Wednesday, February 28, 2007

Snowflakes like little, flat shards of glass were drifting in the air, hanging still, slicing sideways, twirling and flipping, slowly working their way to pavement as if from giant windows shattered thousands of feet above. The earth, some immense greenhouse in space, its air kept in by an enveloping lattice of glass. I imagined all the world’s air leisurely escaping in the night, through a single missing pane. In the morning the whole world would wake up in a vacuum, our only warning these few delicate fragments fluttering their way to the ground.

Thursday, February 22, 2007

And then, for the briefest of moments, the sun came out. But it was enough.

Saturday, February 17, 2007

I deserve that.

Thursday, February 15, 2007



















Oh yeah. Here am in doing that industrial worker thing. I particularily enjoy my embroidered nametag. Always wanted one of those. What you need to ask yourself is this: if you were a four-footed wooly mammal, would you mess with this guy?




















Now, this guy...

What can I say? This is the one and only Jason.
I open the battered hatch in time for the sunrise , distant fire flickering on an underbelly of cloud and in a thousand tiny mirrors - a frost-covered world. I trudge out to inspect the pipes. It is silent. I stand in my little trampled path between mounds of snow. In the summer, I am told, the steel rack that the pipes are on comes up to the chest. Now, the snow I stand on puts it below my knees.
Strange things in a shop can be beautiful. Morning sun backlights the saw, rendering the unseen visible, a golden brightness in a fine spray of liquid and pulverized metal, steam rising lazily from cold pipes, glinting in drops of coolant spray.

Farther inside, showers of sparks flicker in mirror-polished steel. Long pipes, fluted with precisely spiraled holes, are stacked upright like magnificent church organ, immense, dignified and full of unheard music.
Yesterday I ate a sheep. It was glorious. They had it coming.

Saturday, February 10, 2007

I told you they were not to be trifled with. The other day I came home, threw my coat on the chair, stretched, reached for the light, and....froze, clenched in the icy creeping grip of sheer woolly terror. THIS is what awaited me.



They were here. In this room. IN THIS VERY ROOM. The sheep. They followed me. they know where I live. They have somehow escaped the bounds of the interent, entered the real world, and, in their menacing herd, have bounded over green fields and fences to my very door, and left me this terrifying token. What does it mean? A warning? Some kind of voodoo curse? I tired to notify the authorities ( um...Alberta Fish & Wildlife?) that the sheep were preparing for some kind of massive assault on humanity - but they informed me that sheep were livestock and therefore not their jurisdiction, sent me to an Agriculture Canada office, who referred me to an Alberta agriculture office, who sent me to an infectious diseases control office, who sent me to an office listed as in the second basement level of the Mcleod building, which, upon investigation, has been turned into condos and never had even ONE basement - at which point i began to develop the suspiscion that i might be being given the run around, and went home in a huff to leave humanity to its well-deserved fate.

In other equally terrifying news, my cat can walk through walls. Now that i have accepted this odd, but increasingly obvious fact, the world seems to make a lot more sense. On several occaisons i have left my house secure in the knowlede that O'Malley, while a super-being, lacks the opposable-thumb-granted dexterity to turn doorknobs, and is therefore safely imprisoned in my apartment till my return. How wrong i was. More than once i have opened my outer door to a much louder than usual meow and the incongruous sight of my self satisfied cat waiting at the bottom of the steps. In the laundry room. Where he is not supposed to be. Two triple locked steel hydraulically-sealed doors and a sophisticated anti-sheep security system away from where i left him. Once I arrived at my door to the eerie silohette of a cat in the upstairs apartment window. For a moment, i thought the ghost of my landlords demon-posessed cat Simon continued to haunt the place after his departure. It was somewhat relieving to find it was only MY cat, who had simply developed the ability to pass through solid matter. I theorize that Mr. O' Malley has learned to exploit a little known physics loophole - one that was first brought to my attention by renowned physics expert My Friend Gerry - whereby it is theoretically possible that when two solid objects collide their molecules all simultaneously miss each other and they will pass through unaffected (Which sounds like much of Jeremy's love life).
My cat, being exceptionally lucky, has managed to do this on numerous occasions.
My other theory involves the scientifically documented Feline Multiple Life phenomenem. (Actually 9.65, according to the latest studies). My Cat could be killing himself in my apartment, only to resurrect in the laundry room. If that is the case, a stern talking to is in order. We don't know how many of those things he has left! (Newer cats come with a bar of little cat icons on their collar that dissapear each time a life is used up- for the nintendo generation of pet owners)

There might just be a secret cat-sized passage in the closet. But that doesn't seem very plausible.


*Required work*
State how many lines in the records hold the word "phosphorylation", giving the number and no other text.

*Records shown*
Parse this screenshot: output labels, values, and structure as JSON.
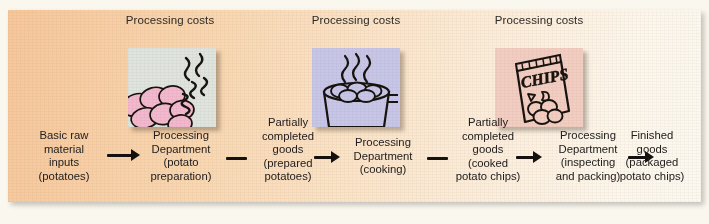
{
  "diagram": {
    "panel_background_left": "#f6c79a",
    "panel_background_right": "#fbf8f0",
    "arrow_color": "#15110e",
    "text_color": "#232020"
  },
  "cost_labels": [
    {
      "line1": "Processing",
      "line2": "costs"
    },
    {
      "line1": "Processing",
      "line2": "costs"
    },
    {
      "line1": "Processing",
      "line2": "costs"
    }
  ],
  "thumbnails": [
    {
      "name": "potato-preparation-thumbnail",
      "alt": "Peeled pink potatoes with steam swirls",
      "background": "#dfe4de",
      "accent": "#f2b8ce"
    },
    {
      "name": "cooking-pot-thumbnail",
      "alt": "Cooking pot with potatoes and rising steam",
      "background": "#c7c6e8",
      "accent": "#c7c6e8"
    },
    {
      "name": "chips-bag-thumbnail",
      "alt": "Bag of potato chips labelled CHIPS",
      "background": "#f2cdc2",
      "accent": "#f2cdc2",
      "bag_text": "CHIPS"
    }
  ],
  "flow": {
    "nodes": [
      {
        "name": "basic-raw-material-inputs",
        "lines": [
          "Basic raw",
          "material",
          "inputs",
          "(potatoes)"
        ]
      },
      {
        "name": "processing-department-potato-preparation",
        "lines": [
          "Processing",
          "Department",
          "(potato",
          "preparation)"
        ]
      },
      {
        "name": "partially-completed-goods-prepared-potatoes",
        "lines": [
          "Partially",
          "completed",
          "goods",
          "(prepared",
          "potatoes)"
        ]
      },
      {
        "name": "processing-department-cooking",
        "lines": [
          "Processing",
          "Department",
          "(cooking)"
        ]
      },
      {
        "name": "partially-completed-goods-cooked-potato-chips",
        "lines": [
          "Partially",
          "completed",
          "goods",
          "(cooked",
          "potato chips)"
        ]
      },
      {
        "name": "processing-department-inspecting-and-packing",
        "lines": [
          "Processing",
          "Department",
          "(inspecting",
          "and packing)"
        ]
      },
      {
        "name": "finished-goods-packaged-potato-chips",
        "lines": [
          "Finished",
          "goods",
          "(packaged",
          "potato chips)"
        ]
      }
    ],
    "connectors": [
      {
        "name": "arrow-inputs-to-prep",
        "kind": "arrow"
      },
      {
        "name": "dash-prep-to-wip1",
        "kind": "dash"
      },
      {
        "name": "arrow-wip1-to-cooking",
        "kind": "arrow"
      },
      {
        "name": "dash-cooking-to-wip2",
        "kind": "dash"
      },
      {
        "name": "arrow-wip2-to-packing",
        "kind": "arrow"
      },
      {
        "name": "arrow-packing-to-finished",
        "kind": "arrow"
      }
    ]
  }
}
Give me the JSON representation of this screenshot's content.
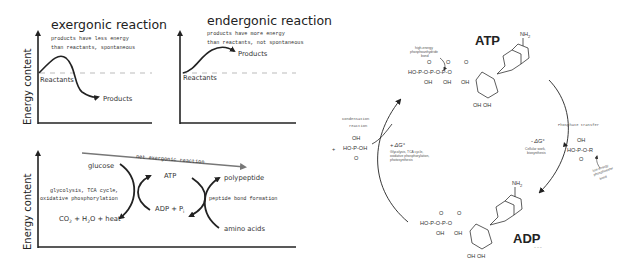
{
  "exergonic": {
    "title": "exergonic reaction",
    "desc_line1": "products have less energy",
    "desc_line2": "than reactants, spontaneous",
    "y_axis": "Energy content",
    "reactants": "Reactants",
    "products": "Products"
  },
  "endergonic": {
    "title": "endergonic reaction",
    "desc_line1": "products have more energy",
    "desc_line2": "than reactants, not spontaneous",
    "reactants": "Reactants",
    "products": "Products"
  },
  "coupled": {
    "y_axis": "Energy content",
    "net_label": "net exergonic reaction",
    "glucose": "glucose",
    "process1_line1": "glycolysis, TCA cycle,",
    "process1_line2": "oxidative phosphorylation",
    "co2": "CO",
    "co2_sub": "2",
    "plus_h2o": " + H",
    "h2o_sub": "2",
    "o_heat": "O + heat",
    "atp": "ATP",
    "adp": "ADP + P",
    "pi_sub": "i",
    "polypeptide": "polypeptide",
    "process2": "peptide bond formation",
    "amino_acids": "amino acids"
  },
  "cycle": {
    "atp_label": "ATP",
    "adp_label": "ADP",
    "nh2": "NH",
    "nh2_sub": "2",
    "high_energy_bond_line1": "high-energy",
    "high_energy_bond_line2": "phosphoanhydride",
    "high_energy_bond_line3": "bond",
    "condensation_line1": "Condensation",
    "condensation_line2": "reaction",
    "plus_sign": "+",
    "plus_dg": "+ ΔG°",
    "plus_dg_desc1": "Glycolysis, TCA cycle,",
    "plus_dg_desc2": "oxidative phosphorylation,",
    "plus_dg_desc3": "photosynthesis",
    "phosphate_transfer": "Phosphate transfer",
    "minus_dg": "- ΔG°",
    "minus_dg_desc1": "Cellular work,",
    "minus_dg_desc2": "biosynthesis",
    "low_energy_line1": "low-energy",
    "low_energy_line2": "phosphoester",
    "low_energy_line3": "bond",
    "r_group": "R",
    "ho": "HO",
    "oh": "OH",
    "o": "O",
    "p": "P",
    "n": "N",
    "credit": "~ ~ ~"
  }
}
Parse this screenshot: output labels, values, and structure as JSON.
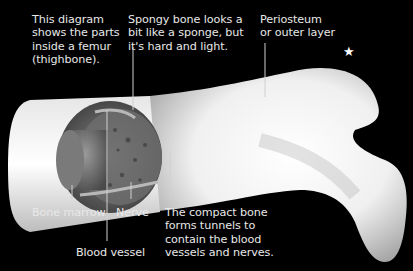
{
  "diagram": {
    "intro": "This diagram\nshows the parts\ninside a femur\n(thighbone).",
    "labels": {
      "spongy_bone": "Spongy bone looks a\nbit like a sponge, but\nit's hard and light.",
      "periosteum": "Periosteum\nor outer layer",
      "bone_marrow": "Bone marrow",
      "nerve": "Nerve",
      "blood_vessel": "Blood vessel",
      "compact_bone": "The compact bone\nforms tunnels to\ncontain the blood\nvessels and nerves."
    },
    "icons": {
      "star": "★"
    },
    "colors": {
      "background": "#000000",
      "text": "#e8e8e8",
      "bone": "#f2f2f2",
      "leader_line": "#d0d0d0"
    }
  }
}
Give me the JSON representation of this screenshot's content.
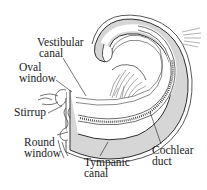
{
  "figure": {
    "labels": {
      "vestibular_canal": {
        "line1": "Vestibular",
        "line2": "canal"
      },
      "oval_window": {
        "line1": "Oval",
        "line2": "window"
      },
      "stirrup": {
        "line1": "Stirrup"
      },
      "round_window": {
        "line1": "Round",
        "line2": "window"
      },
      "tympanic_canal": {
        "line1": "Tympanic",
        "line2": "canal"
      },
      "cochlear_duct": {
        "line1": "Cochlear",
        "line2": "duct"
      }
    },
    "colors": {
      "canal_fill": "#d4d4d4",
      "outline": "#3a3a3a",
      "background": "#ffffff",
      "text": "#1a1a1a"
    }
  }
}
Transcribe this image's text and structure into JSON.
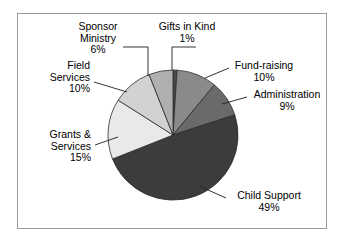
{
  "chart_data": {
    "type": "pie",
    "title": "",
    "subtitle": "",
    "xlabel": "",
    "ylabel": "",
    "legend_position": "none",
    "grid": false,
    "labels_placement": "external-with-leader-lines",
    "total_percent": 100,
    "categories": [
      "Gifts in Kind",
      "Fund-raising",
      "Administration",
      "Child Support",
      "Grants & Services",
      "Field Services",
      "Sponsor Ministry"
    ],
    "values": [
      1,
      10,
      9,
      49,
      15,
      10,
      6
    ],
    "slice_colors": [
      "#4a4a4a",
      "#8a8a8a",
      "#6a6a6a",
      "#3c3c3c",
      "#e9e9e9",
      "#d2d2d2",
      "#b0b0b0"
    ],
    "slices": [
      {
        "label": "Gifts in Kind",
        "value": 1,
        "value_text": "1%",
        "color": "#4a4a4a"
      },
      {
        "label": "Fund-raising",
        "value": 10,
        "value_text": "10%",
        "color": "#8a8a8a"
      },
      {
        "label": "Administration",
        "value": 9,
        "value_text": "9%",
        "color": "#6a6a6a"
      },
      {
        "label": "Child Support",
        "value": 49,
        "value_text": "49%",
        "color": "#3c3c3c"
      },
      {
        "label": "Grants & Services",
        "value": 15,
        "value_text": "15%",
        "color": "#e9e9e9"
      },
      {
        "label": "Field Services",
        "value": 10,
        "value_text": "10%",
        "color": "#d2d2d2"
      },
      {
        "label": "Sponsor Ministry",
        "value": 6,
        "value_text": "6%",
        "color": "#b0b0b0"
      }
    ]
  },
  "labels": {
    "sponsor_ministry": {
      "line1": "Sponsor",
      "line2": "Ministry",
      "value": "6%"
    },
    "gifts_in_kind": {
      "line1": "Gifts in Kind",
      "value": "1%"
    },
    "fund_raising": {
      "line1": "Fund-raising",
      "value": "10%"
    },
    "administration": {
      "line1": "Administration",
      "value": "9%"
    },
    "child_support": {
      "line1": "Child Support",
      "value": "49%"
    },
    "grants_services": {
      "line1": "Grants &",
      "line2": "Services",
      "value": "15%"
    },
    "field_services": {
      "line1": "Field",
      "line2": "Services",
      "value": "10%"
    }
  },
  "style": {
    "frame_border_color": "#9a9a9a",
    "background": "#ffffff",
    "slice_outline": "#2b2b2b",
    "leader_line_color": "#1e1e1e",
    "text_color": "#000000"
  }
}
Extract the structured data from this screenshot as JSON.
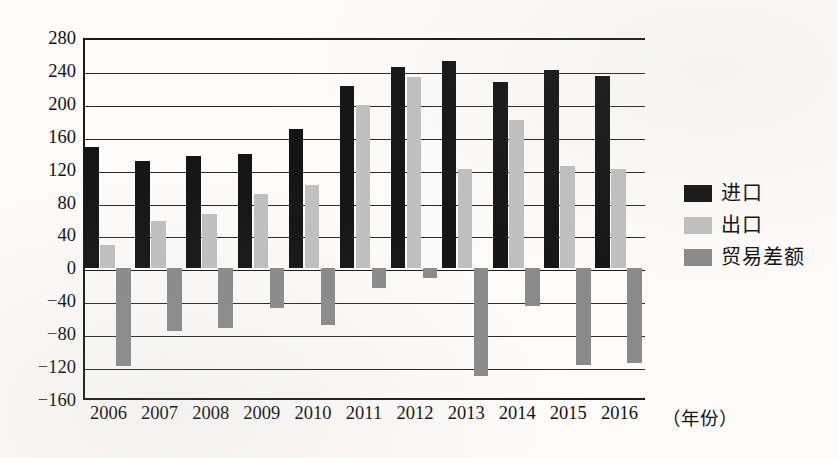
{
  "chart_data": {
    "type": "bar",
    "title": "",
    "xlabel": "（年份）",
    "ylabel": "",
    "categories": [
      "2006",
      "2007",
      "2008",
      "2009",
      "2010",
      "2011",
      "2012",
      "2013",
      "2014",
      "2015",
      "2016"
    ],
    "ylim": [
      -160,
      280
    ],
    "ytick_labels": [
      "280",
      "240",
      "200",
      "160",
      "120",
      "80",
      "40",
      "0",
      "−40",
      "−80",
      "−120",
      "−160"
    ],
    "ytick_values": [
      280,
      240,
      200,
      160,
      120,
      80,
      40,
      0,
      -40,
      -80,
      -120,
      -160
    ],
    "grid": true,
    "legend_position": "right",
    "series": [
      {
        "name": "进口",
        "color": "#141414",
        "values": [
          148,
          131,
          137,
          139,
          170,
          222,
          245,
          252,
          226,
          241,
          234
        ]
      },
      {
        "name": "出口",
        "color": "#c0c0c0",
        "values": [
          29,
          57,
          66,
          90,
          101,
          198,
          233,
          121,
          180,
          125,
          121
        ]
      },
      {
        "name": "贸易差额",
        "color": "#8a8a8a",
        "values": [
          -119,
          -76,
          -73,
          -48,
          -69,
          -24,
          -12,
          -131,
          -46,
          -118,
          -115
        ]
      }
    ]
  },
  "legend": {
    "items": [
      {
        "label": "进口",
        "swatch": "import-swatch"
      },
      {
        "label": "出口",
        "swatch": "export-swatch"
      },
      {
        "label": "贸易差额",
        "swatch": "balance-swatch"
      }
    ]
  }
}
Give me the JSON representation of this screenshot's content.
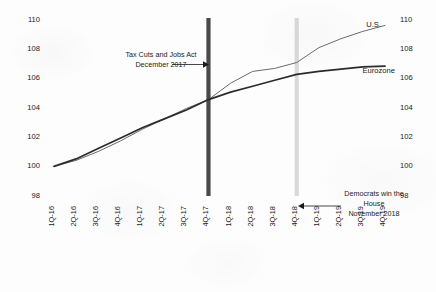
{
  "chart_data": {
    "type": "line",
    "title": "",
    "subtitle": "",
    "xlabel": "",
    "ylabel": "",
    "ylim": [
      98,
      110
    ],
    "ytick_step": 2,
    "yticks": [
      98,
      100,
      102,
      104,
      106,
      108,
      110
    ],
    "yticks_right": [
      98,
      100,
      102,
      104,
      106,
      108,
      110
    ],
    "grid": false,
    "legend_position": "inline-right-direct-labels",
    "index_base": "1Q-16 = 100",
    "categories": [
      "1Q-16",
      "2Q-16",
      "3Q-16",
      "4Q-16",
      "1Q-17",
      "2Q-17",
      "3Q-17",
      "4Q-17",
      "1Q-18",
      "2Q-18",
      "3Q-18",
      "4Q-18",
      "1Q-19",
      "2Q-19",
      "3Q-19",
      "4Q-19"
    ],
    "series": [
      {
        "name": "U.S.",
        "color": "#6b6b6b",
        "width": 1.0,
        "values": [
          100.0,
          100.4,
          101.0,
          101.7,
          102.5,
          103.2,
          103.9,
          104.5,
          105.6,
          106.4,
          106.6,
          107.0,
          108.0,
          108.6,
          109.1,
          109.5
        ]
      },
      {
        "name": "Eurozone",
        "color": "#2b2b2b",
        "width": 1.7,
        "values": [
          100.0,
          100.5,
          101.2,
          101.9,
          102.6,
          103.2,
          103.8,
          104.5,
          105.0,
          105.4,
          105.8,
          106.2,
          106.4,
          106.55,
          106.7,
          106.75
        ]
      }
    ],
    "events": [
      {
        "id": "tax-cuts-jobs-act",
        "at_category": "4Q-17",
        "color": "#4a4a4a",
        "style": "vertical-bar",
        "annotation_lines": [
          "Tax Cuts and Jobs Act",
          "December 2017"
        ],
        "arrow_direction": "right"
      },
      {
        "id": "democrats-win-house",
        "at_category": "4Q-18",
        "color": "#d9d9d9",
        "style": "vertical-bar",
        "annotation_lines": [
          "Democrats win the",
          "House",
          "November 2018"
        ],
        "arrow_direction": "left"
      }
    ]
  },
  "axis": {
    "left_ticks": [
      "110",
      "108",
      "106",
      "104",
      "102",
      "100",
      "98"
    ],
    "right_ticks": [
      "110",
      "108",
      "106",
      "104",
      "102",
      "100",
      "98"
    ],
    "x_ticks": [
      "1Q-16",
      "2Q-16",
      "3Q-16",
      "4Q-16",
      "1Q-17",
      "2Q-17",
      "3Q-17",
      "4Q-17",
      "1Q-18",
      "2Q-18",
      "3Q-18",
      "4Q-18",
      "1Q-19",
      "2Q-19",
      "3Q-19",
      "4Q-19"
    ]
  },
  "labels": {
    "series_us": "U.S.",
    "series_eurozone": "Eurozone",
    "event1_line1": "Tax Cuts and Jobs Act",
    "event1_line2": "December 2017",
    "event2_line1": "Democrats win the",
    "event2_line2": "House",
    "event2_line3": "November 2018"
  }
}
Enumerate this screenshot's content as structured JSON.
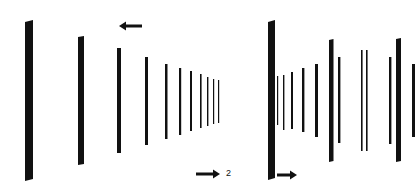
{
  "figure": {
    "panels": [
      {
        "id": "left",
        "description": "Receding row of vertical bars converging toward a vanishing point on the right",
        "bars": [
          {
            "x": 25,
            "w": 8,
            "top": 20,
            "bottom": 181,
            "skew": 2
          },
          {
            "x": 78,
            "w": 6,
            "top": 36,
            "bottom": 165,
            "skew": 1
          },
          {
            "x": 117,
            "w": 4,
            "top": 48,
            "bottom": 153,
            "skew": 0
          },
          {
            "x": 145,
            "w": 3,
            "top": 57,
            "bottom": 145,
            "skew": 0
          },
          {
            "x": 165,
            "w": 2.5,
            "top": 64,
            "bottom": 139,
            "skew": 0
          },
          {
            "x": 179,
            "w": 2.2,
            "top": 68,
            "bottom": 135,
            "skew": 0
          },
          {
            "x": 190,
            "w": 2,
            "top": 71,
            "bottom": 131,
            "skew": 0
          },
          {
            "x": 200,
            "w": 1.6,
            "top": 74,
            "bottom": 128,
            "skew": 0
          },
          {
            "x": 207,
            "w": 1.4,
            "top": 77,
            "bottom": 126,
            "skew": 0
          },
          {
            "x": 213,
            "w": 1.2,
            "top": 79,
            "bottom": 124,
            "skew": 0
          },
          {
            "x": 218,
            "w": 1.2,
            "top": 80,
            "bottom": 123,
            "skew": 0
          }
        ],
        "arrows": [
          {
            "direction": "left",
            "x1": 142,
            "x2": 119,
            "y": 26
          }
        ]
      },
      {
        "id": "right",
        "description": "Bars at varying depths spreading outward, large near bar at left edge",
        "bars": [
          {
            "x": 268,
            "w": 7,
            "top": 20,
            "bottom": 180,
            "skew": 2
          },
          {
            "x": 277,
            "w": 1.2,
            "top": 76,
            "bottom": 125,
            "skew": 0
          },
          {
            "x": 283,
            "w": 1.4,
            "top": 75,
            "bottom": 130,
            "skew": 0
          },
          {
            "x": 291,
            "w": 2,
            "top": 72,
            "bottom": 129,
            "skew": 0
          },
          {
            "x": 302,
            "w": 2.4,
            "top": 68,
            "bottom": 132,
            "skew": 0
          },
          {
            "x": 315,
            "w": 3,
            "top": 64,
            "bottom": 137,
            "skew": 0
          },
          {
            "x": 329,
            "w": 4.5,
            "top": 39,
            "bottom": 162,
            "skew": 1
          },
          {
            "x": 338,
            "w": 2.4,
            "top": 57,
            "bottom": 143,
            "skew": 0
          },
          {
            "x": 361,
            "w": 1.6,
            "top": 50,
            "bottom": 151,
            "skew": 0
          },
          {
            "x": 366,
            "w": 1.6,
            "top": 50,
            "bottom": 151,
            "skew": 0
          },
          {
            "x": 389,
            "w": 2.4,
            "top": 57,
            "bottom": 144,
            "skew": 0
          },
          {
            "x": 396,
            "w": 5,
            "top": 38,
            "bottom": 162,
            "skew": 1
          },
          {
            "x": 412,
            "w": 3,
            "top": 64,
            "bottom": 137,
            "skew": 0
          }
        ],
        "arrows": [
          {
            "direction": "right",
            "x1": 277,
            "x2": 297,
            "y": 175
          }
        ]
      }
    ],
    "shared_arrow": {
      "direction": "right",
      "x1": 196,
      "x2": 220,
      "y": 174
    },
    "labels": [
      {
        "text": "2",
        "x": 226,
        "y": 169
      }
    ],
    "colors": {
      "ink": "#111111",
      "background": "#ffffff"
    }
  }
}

*Solution for this exercise*
2